Nathalie Bernard-Maugiron offers a contrasting perspective on Egypt, where a highly biased version of transitional justice—or, in other words, no transitional justice at all—was implemented. Since February 2011, criminal cases against state officials have been dropped and fact-finding committees investigating massacres perpetrated by state officials either delivered conclusions favorable to the perpetrators or were silenced. In contrast, since the summer 2013, Muslim Brotherhood leaders and members, as well as secular revolutionaries, have been heavily prosecuted and subjected to harsh sentences.


Author(s):  
Kora Andrieu

Kora Andrieu examines how the concepts and procedures of transitional justice, as developed through transitology and adopted by international organizations, were uncritically embraced by Tunisian politicians in the wake of the uprising. She then shows how her case study challenges the common understanding of transitional justice as being a neutral and strictly judicial tool.
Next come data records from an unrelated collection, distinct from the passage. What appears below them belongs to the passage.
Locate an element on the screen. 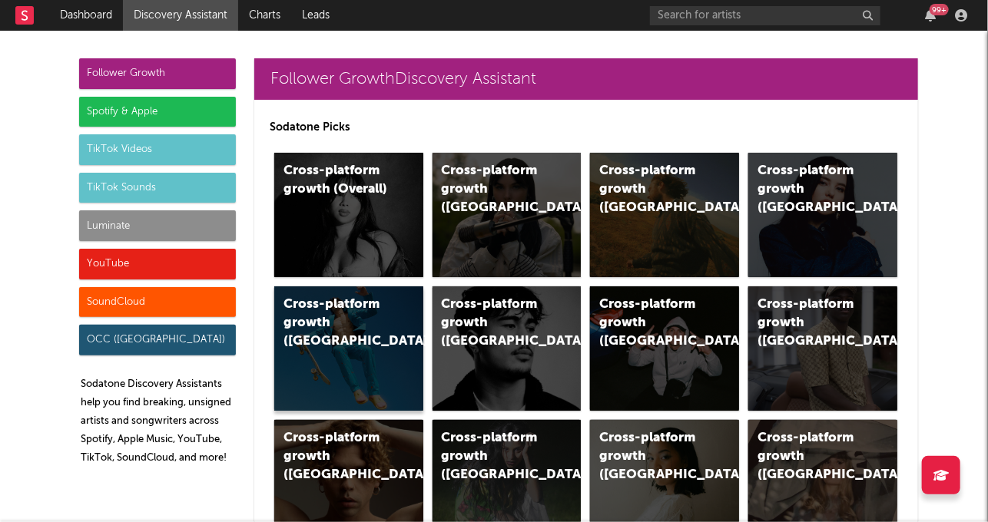  div: Luminate is located at coordinates (157, 226).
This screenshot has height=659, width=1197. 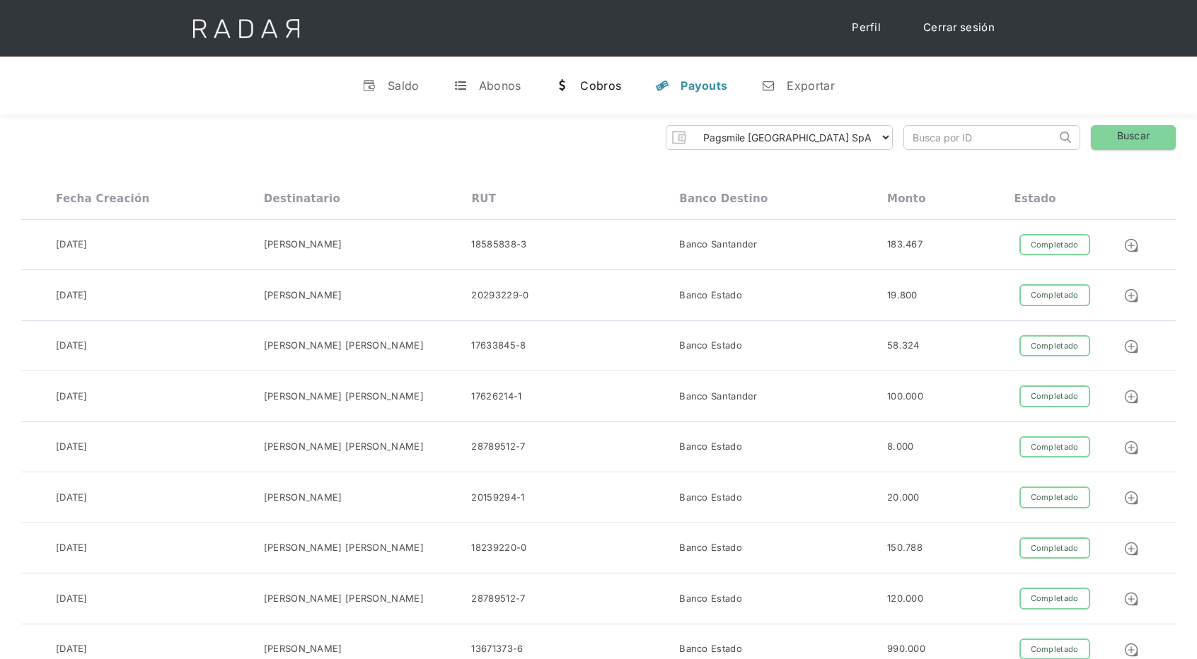 What do you see at coordinates (497, 498) in the screenshot?
I see `div: 20159294-1` at bounding box center [497, 498].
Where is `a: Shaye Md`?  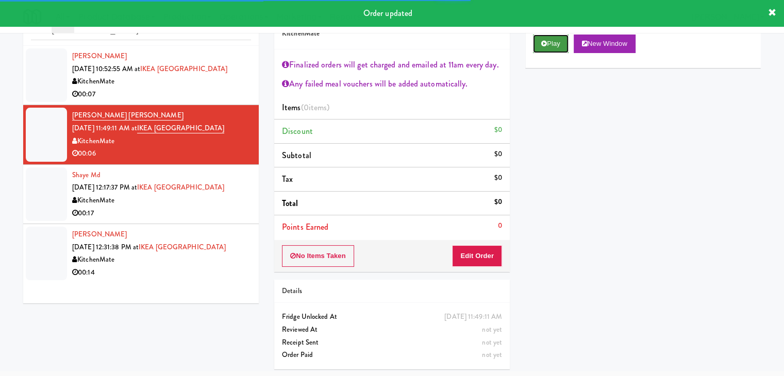 a: Shaye Md is located at coordinates (86, 175).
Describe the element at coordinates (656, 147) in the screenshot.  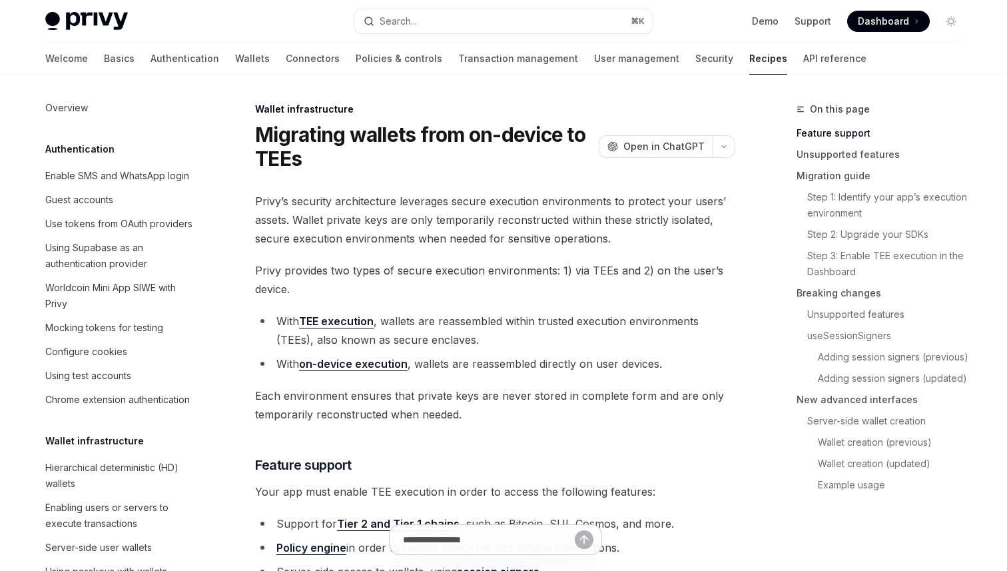
I see `button: Open in ChatGPT` at that location.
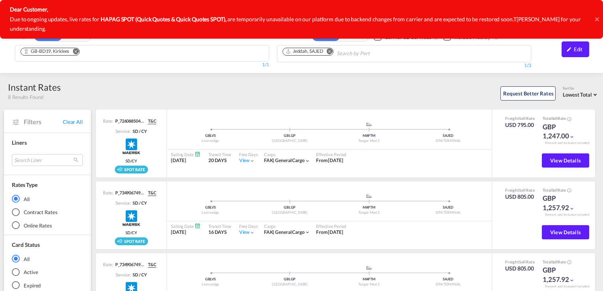 The image size is (603, 291). Describe the element at coordinates (565, 161) in the screenshot. I see `span: View Details` at that location.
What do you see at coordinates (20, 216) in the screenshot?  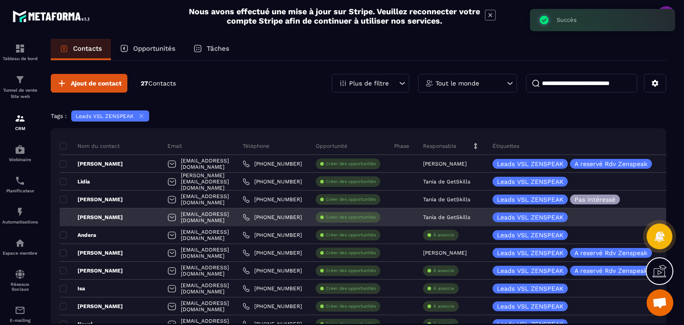 I see `a: automationsautomationsAutomatisations` at bounding box center [20, 216].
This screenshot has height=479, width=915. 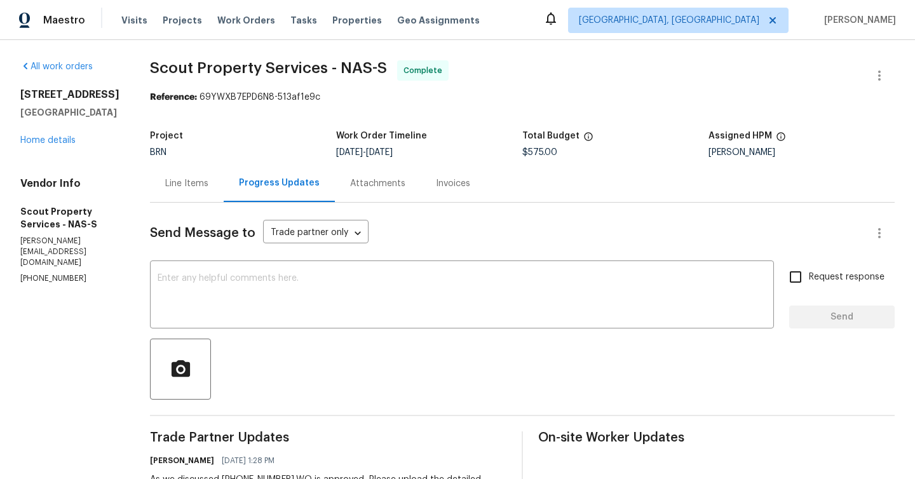 What do you see at coordinates (328, 438) in the screenshot?
I see `span: Trade Partner Updates` at bounding box center [328, 438].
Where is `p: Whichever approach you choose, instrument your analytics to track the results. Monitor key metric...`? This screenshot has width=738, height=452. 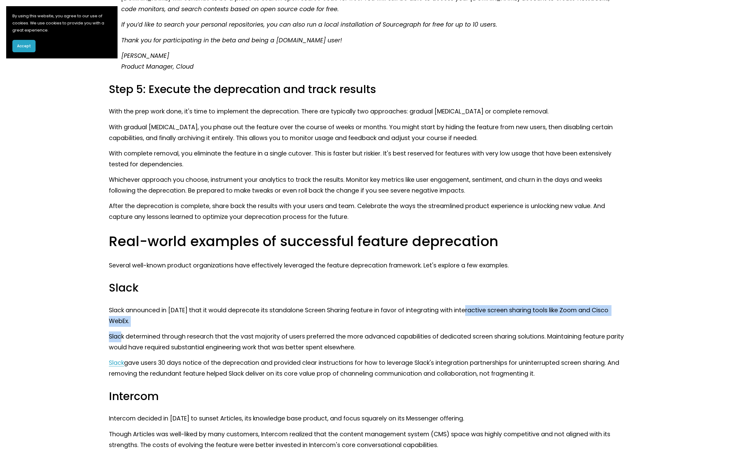
p: Whichever approach you choose, instrument your analytics to track the results. Monitor key metric... is located at coordinates (369, 185).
In Tunisia, it quickly became politicized, reawakening polarizing debates about the fundamental issues of memory and identity.


Author(s):  
Nathan J. Brown

Nathan Brown looks at the constitutions that were drafted in Arab countries after 2011 through the prism of the ‘new constitutionalism’, which emphasizes the need for democratic and participatory processes and has recently gained traction among constitutionalists. Instead of focusing on the actual texts that were produced, Brown looks at the peculiar circumstances in which those constitutions were written and explains how, in the chaotic context of ‘passionate reality’ which characterizes transitions, certain procedural choices were made (or imposed) that greatly affected the outcome.


Author(s):  
Zaid Al-Ali

Zaid al-Ali examines the action of international actors— especially those with ties to the United Nations—during the transitions in Libya and Yemen. He paints a rather depressing picture of international organizations with no genuine roadmaps and no sound analyses of the countries where they operated. Individuals who happened to be in charge of UN missions (sometimes more or less by chance) were left to act according to their own preferences and biases. Though the international community was not responsible for the collapse of the democratic process in Yemen and Libya, it was not capable of preventing it.


Author(s):  
Stéphane Lacroix ◽  
Jean-Pierre Filiu

This book focuses on the few countries where actual transitions have happened: Tunisia, Egypt, Libya and Yemen. Syria, where the authoritarian breakdown was only partial, will also be considered. Most of the book’s contributors adopt a comparative approach, either comparing those different countries among themselves, or comparing them with other Arab and non-Arab countries with similar features (i.e., Morocco, Algeria, and even Turkey). The choice was made to focus on a limited number of themes which have not received systematic comparative attention, and which offer crucial insights into the dynamics of the Arab transitions as they took place. The first part of this book deals with the dynamics of accommodation and polarization generated by the institutional process during transitions. The second part of the volume looks at the role of militaries in the different transitions. The third part of the book looks at several non-state actors that have impacted the transitions. The last part of the volume addresses the often overlooked issue of transitional justice, or the lack thereof.